A Vision of Battlements explained

Italic Title:(see above) -->
A Vision of Battlements
Author:Anthony Burgess
Illustrator:Edward Pagram
Published:Sidgwick & Jackson

London, 1965

Pages:265
Oclc:559438259

A Vision of Battlements is a 1965 novel by Anthony Burgess based on his experiences during World War II in Gibraltar, where he was serving with the British army. It is Burgess's first novel:[1] while it was not published until 1965, Burgess wrote it in 1949. As he explained in his introduction to the novel, "I was empty of music but itching to create. So I wrote this novel ... to see if I could clear my head of the dead weight of Gibraltar."[2]

Plot

The story draws from Burgess's experience of being stationed in Gibraltar during the Second World War and satirises traditional notions of battle heroism by parodying the Aeneid. The antihero Richard Ennis takes the place of Aeneas.[3] [4]

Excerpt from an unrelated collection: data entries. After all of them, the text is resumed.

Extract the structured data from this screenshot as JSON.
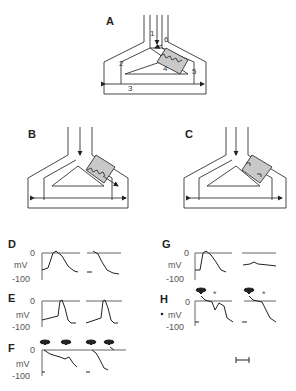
{
  "figure": {
    "panels": {
      "A": {
        "label": "A",
        "segment_numbers": [
          "1",
          "2",
          "3",
          "4",
          "5",
          "6"
        ]
      },
      "B": {
        "label": "B"
      },
      "C": {
        "label": "C"
      },
      "D": {
        "label": "D"
      },
      "E": {
        "label": "E"
      },
      "F": {
        "label": "F"
      },
      "G": {
        "label": "G"
      },
      "H": {
        "label": "H"
      }
    },
    "axis": {
      "zero": "0",
      "unit": "mV",
      "min": "-100"
    },
    "asterisk": "*",
    "colors": {
      "ink": "#222222",
      "shade": "#c8c8c8",
      "background": "#ffffff"
    }
  }
}
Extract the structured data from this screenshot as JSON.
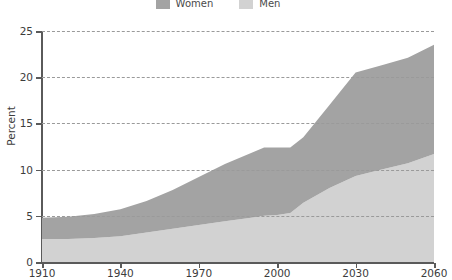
{
  "legend": {
    "position": "top-center",
    "entries": [
      {
        "label": "Women",
        "color": "#a3a3a3",
        "swatch_name": "legend-swatch-women"
      },
      {
        "label": "Men",
        "color": "#d2d2d2",
        "swatch_name": "legend-swatch-men"
      }
    ]
  },
  "chart_data": {
    "type": "area",
    "stacked": true,
    "title": "",
    "subtitle": "",
    "xlabel": "",
    "ylabel": "Percent",
    "xlim": [
      1910,
      2060
    ],
    "ylim": [
      0,
      25
    ],
    "grid": true,
    "grid_axis": "y",
    "x_ticks": [
      1910,
      1940,
      1970,
      2000,
      2030,
      2060
    ],
    "x_tick_labels": [
      "1910",
      "1940",
      "1970",
      "2000",
      "2030",
      "2060"
    ],
    "y_ticks": [
      0,
      5,
      10,
      15,
      20,
      25
    ],
    "y_tick_labels": [
      "0",
      "5",
      "10",
      "15",
      "20",
      "25"
    ],
    "x": [
      1910,
      1920,
      1930,
      1940,
      1950,
      1960,
      1970,
      1980,
      1990,
      1995,
      2000,
      2005,
      2010,
      2020,
      2030,
      2040,
      2050,
      2060
    ],
    "series": [
      {
        "name": "Men",
        "color": "#d2d2d2",
        "values": [
          2.5,
          2.5,
          2.6,
          2.8,
          3.2,
          3.6,
          4.0,
          4.4,
          4.8,
          5.0,
          5.1,
          5.3,
          6.4,
          8.0,
          9.3,
          10.0,
          10.7,
          11.7
        ]
      },
      {
        "name": "Women",
        "color": "#a3a3a3",
        "values": [
          2.3,
          2.4,
          2.6,
          2.9,
          3.4,
          4.2,
          5.2,
          6.2,
          7.0,
          7.4,
          7.3,
          7.1,
          7.1,
          9.0,
          11.2,
          11.3,
          11.4,
          11.8
        ]
      }
    ],
    "totals": [
      4.8,
      4.9,
      5.2,
      5.7,
      6.6,
      7.8,
      9.2,
      10.6,
      11.8,
      12.4,
      12.4,
      12.4,
      13.5,
      17.0,
      20.5,
      21.3,
      22.1,
      23.5
    ]
  },
  "axis_style": {
    "axis_color": "#5a5a5a",
    "grid_color": "#9a9a9a",
    "text_color": "#3c3c3c",
    "background": "#ffffff"
  }
}
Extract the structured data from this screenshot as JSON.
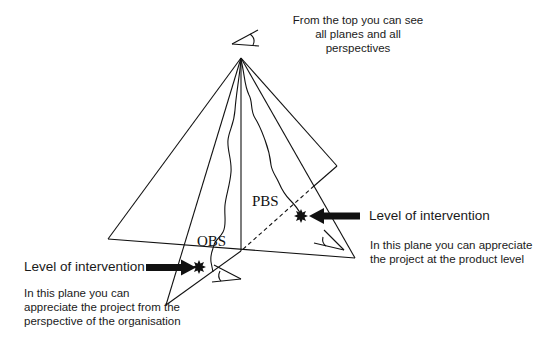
{
  "diagram": {
    "type": "pyramid-planes",
    "top_note": "From the top you can see all planes and all perspectives",
    "labels": {
      "pbs": "PBS",
      "obs": "OBS"
    },
    "right_annotation": {
      "title": "Level of intervention",
      "description": "In this plane you can appreciate the project at the product level"
    },
    "left_annotation": {
      "title": "Level of intervention",
      "description": "In this plane you can appreciate the project from the perspective of the organisation"
    },
    "icons": [
      "eye-top-icon",
      "eye-right-icon",
      "eye-left-icon",
      "arrow-right-icon",
      "arrow-left-icon",
      "star-burst-right-icon",
      "star-burst-left-icon"
    ],
    "colors": {
      "line": "#111111",
      "background": "#ffffff"
    }
  }
}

The title, in addition to its Gibraltarian associations, contains a reference to the appearance of certain objects in the eye of one who suffers from astigmatism.

Notes and References

  1. Nichol. Donald. "Flagrant" versus "Fragrant" in Beaumont, Pope, Pound, and Burgess. Modern Philology. August 1989. 87. 1. 76–82. 10.1086/391749. 161775775.
  2. Book: Burgess, Anthony. A Vision of Battlements. 1965. Norton. 7–8.
  3. Burgess. Anthony. Charles T. Bunting. A "Studies in the Novel" Interview: An interview in New York with Anthony Burgess. Studies in the Novel. Winter 1973. 4. 4. 504–529.
  4. Ziolkowski. Theodore. The Fragmented Text: The Classics and Postwar European Literature. International Journal of the Classical Tradition. Spring 2000. 6. 4. 549–562. 10.1007/bf02907070. 161421955.